🚨 The Fed just shattered the “rate cut soon” narrative.
The Fed just admitted inflation is a bigger threat than jobs.
Cuts aren’t coming unless unemployment collapses.
(a thread)
First, what are the FOMC minutes? They’re the detailed notes released three weeks after each Fed meeting.
While the statement and Powell’s press conference are polished and carefully worded, the minutes show what officials actually debated, their worries, and where they disagreed.
The Fed’s “dual mandate” means it has two main jobs: keep inflation stable around 2% and maximize employment.
Every decision to raise, cut, or hold interest rates balances those two goals.
When both are risks, the Fed must choose which one is more dangerous at the moment.
Directly from the July minutes: “A majority of participants judged the upside risk to inflation as the greater of these two risks.”
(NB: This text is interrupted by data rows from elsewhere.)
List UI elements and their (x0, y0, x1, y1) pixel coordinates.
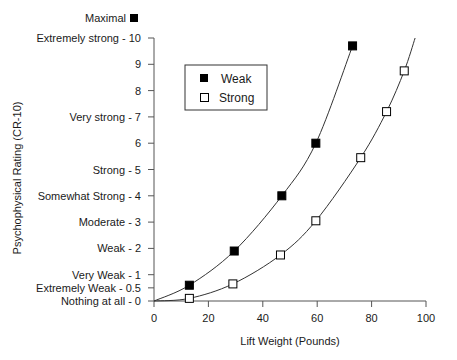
y-tick-label: 8 (135, 85, 141, 97)
x-tick-label: 100 (417, 312, 435, 324)
y-tick-label: Extremely Weak - 0.5 (36, 282, 141, 294)
y-tick-label: Moderate - 3 (79, 216, 141, 228)
maximal-annotation: Maximal (85, 12, 138, 24)
lift-rating-chart: Nothing at all - 0Extremely Weak - 0.5Ve… (0, 0, 457, 360)
x-tick-label: 60 (311, 312, 323, 324)
x-tick-label: 40 (257, 312, 269, 324)
y-tick-label: Very Weak - 1 (72, 269, 141, 281)
strong-data-point (383, 108, 391, 116)
y-tick-label: Strong - 5 (93, 164, 141, 176)
legend-weak-label: Weak (221, 72, 252, 86)
y-axis-ticks: Nothing at all - 0Extremely Weak - 0.5Ve… (36, 32, 154, 307)
x-tick-label: 80 (365, 312, 377, 324)
x-tick-label: 0 (151, 312, 157, 324)
strong-data-point (357, 154, 365, 162)
y-tick-label: Weak - 2 (97, 242, 141, 254)
y-tick-label: Extremely strong - 10 (36, 32, 141, 44)
y-axis-title: Psychophysical Rating (CR-10) (11, 102, 23, 255)
y-tick-label: Nothing at all - 0 (61, 295, 141, 307)
legend-strong-label: Strong (219, 91, 254, 105)
x-tick-label: 20 (202, 312, 214, 324)
weak-data-point (185, 281, 193, 289)
weak-data-point (349, 42, 357, 50)
y-tick-label: Very strong - 7 (69, 111, 141, 123)
weak-data-point (230, 247, 238, 255)
legend-weak-marker-icon (200, 74, 208, 82)
strong-data-point (229, 280, 237, 288)
strong-data-point (185, 294, 193, 302)
y-tick-label: 6 (135, 137, 141, 149)
maximal-marker-icon (130, 14, 138, 22)
weak-data-point (312, 139, 320, 147)
legend-strong-marker-icon (201, 94, 209, 102)
strong-data-point (312, 217, 320, 225)
legend: Weak Strong (185, 65, 267, 110)
strong-data-point (276, 251, 284, 259)
maximal-label: Maximal (85, 12, 126, 24)
x-axis-title: Lift Weight (Pounds) (240, 335, 339, 347)
weak-data-point (278, 192, 286, 200)
y-tick-label: 9 (135, 58, 141, 70)
strong-data-point (400, 67, 408, 75)
x-axis-ticks: 020406080100 (151, 301, 435, 324)
y-tick-label: Somewhat Strong - 4 (38, 190, 141, 202)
Translation: most officials think stubborn inflation is a bigger threat than job losses.
Until jobs break, they won’t cut rates just to please markets.
So why the fear of inflation? Because it’s still too high.
Core CPI, which excludes food and energy to show underlying price trends, was 3.1% year-over-year in July.
And remember, this FOMC meeting happened before the most recent CPI & PPI reports, which came in even hotter.
Producer prices (PPI), which measure wholesale costs, surged 0.9% in a single month, the sharpest jump in 3 years.
That report also came after the Fed met.
Translation: even before seeing that spike, the Fed already feared inflation risk > jobs risk. The new data only reinforces it.
Think of CPI as what you pay at the store.
Think of PPI as what companies pay behind the scenes before goods hit shelves.
If producers’ costs climb, they usually pass them on to consumers. That’s why a hot PPI print now can mean higher CPI later and why the Fed stays cautious.
Tariffs add fuel to the fire. A tariff is a tax on imports that makes foreign goods more expensive.
Some Fed members argued tariffs are just a one-time bump, while others warned they could linger.
The reality: nobody knows yet. That uncertainty tilts the Fed toward caution.
The minutes even said: “It would not be feasible or appropriate to wait for complete clarity on the tariffs’ effects.”
In plain English: the Fed won’t wait around for perfect data.
If inflation looks sticky, they’ll keep policy tight now rather than risk cutting too early.
So why not cut anyway? Because the job market isn’t collapsing yet.
July payrolls rose by 73k, unemployment ticked up to 4.2%, and earlier reports were revised down by 258k.
That’s weaker, but not enough for panic. The Fed only cuts when the labor market cracks.
🚨 But here’s the kicker: the labor market may already be overstated.
Every September, the Bureau of Labor Statistics (BLS) issues an annual “benchmark revision” correcting payroll data.
Goldman Sachs expects a downward revision of 550k–950k jobs this year.
If true, it would be the largest annual cut in 15 years since the 2009 financial crisis.
That’s big enough to rewrite the entire story of U.S. job growth for the past year.
It would mean the Fed has been looking at a stronger labor market than reality.
And this matters because jobs are the only datapoint left to justify cuts.
In September 2024, the Fed slashed rates by 50bps and immediately pointed to labor weakness as the reason.
Inflation wasn’t the excuse. Markets weren’t the excuse. The jobs market was the excuse.
Meanwhile, the Fed is monitoring financial stability. Officials flagged “elevated asset valuation pressures.”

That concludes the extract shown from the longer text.